After cutting the grass Fitch eased the mower back into the shed, dismounted, and stepped back to view the result of the webbed confrontation. The spider had not moved. She was still in the same spot and in the same position. The wasp was barely moving now, just a slight leg twitch was all he saw as it dangled from a wad of tangled web. It was then Fitch realized the wasp was not playing a game at all, but had already been struck and lost when he had gazed on them earlier.

The spider's victory was an affront to Fitch’s sense of justice. He had an affinity for dirt daubers since his childhood. He always considered them brave, industrious and friendly insects, occasionally lighting on you or flying right up to your face and hovering as if to be looking knowingly into your eyes. Daubers are never aggressive. Fitch had never heard of anyone being stung by one. And like the cicada’s they sing, but only while constructing their mud nests. It is a loud whirring buzz amplified by the hollow tube of the nest. He always thought it akin to them intently whistling while they worked.

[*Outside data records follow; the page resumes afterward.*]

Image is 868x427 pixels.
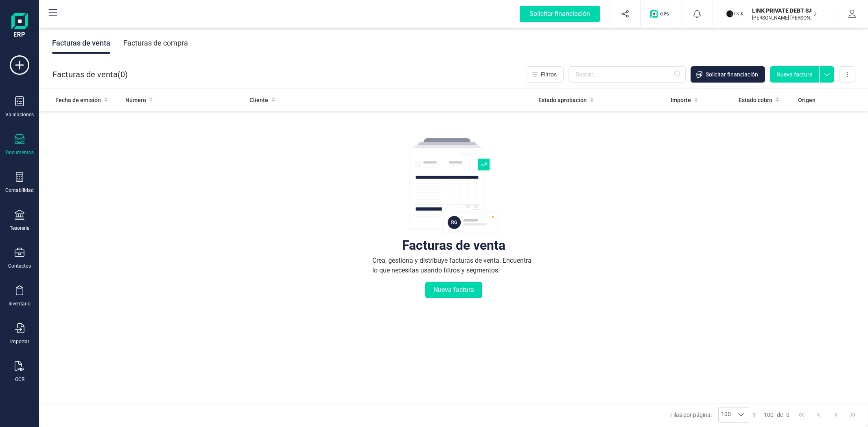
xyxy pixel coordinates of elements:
p: [PERSON_NAME] [PERSON_NAME] [752,15,817,21]
div: Crea, gestiona y distribuye facturas de venta. Encuentra lo que necesitas usando filtros y segmen... [372,256,535,275]
button: Logo de OPS [645,1,677,27]
div: Facturas de venta [52,32,110,54]
div: Filas por página: [670,407,749,422]
img: Logo de OPS [650,10,672,18]
button: Previous Page [810,407,826,422]
span: 100 [719,407,733,422]
div: Documentos [5,149,34,156]
span: Solicitar financiación [705,71,758,79]
div: Validaciones [5,112,34,118]
div: Solicitar financiación [519,5,600,22]
div: Facturas de compra [123,32,188,54]
span: Origen [798,96,816,104]
span: Estado cobro [738,96,772,104]
div: Facturas de venta [402,241,505,249]
button: Nueva factura [425,282,482,298]
div: Facturas de venta ( ) [52,67,128,83]
button: First Page [793,407,809,422]
div: Contactos [8,263,31,269]
button: Solicitar financiación [690,67,765,83]
div: - [752,411,789,419]
p: LINK PRIVATE DEBT SA [752,7,817,15]
button: Last Page [845,407,861,422]
img: img-empty-table.svg [409,137,499,235]
div: Importar [10,338,30,345]
div: Contabilidad [5,187,34,194]
div: Tesorería [10,225,30,231]
span: 0 [786,411,789,419]
button: Filtros [526,67,563,83]
span: Filtros [541,71,556,79]
div: OCR [15,376,24,383]
span: Cliente [250,96,268,104]
img: Logo Finanedi [11,13,28,39]
button: Solicitar financiación [510,1,610,27]
input: Buscar... [569,67,686,83]
span: Estado aprobación [538,96,587,104]
span: de [776,411,783,419]
span: 1 [752,411,756,419]
div: Inventario [9,301,30,307]
span: Importe [670,96,691,104]
button: Nueva factura [770,67,819,83]
span: Número [125,96,146,104]
span: 100 [764,411,773,419]
button: Next Page [828,407,843,422]
img: LI [726,5,744,23]
span: 0 [120,69,125,80]
span: Fecha de emisión [55,96,101,104]
button: LILINK PRIVATE DEBT SA[PERSON_NAME] [PERSON_NAME] [723,1,827,27]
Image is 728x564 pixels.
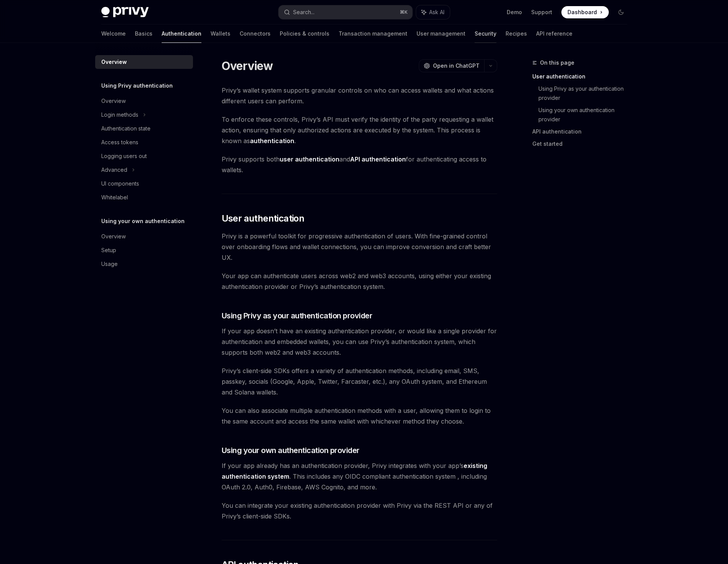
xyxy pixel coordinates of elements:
span: Privy is a powerful toolkit for progressive authentication of users. With fine-grained control ov... [221,231,497,263]
a: Using Privy as your authentication provider [539,83,634,104]
strong: user authentication [280,155,340,163]
div: Advanced [102,165,127,174]
span: Your app can authenticate users across web2 and web3 accounts, using either your existing authent... [221,270,497,292]
span: You can integrate your existing authentication provider with Privy via the REST API or any of Pri... [221,500,497,522]
strong: authentication [250,137,294,145]
div: Overview [102,57,127,66]
a: Whitelabel [95,190,193,204]
div: Logging users out [102,151,147,160]
a: Security [475,25,497,43]
div: Whitelabel [102,193,128,202]
span: If your app already has an authentication provider, Privy integrates with your app’s . This inclu... [221,460,497,492]
a: Basics [135,25,153,43]
a: Overview [95,94,193,108]
div: Login methods [102,110,138,119]
h5: Using Privy authentication [102,81,173,90]
a: UI components [95,177,193,190]
div: Overview [102,232,126,241]
a: Connectors [240,25,271,43]
div: UI components [102,179,139,189]
button: Open in ChatGPT [419,60,484,72]
button: Toggle dark mode [615,6,627,18]
h1: Overview [221,59,274,73]
a: Welcome [102,25,126,43]
a: Policies & controls [280,25,330,43]
button: Ask AI [416,5,450,19]
div: Authentication state [102,124,150,133]
strong: API authentication [350,155,406,163]
div: Usage [102,260,117,269]
a: Access tokens [95,136,193,149]
a: Using your own authentication provider [539,104,634,126]
span: Dashboard [568,8,597,16]
a: Recipes [506,25,527,43]
div: Search... [293,7,315,17]
div: Setup [102,246,117,255]
a: Dashboard [562,6,609,18]
a: Authentication state [95,122,193,136]
a: Get started [532,138,634,150]
span: You can also associate multiple authentication methods with a user, allowing them to login to the... [221,405,497,427]
span: Using Privy as your authentication provider [221,310,373,321]
a: Logging users out [95,149,193,163]
span: User authentication [221,213,305,225]
a: Demo [507,8,522,16]
img: dark logo [102,7,149,17]
span: Privy supports both and for authenticating access to wallets. [221,154,497,175]
span: Privy’s wallet system supports granular controls on who can access wallets and what actions diffe... [221,85,497,107]
a: Authentication [162,25,202,43]
h5: Using your own authentication [102,217,184,226]
a: Transaction management [339,25,407,43]
div: Access tokens [102,138,138,147]
span: Using your own authentication provider [221,445,359,456]
span: If your app doesn’t have an existing authentication provider, or would like a single provider for... [221,326,497,358]
span: ⌘ K [400,9,408,16]
div: Overview [102,97,126,106]
a: Usage [95,257,193,271]
a: User authentication [532,70,634,83]
a: Support [531,8,552,16]
button: Search...⌘K [278,5,412,19]
span: Open in ChatGPT [433,62,480,69]
a: API reference [536,25,573,43]
a: Overview [95,230,193,243]
span: On this page [540,58,574,67]
a: User management [416,25,465,43]
span: Ask AI [429,8,445,16]
a: Setup [95,243,193,257]
a: API authentication [532,126,634,138]
span: Privy’s client-side SDKs offers a variety of authentication methods, including email, SMS, passke... [221,366,497,398]
a: Overview [95,55,193,69]
span: To enforce these controls, Privy’s API must verify the identity of the party requesting a wallet ... [221,114,497,146]
a: Wallets [211,25,231,43]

Fitch searched the floor now, picking up an ever present machete. He extended it to the corner and picked the spider from her web. She clung to the blade aggressively as he let it fall to the concrete below, tapping the back tip of the blade until she was deposited and scrambling across the dusty floor. He laid the flat side of the blade on her and crushed her, dragging the cold metal intently until she was just a gelatinous smear on the rough gray surface beneath. He then reached up with the blade and pulled the dauber from the web. It was most definitely dead, there was no indication of remaining life. Fitch gently wiped the wasp on the tread of the mower tire, so it could fall to the floor. Then he stepped on it to quell any suffering that might remain.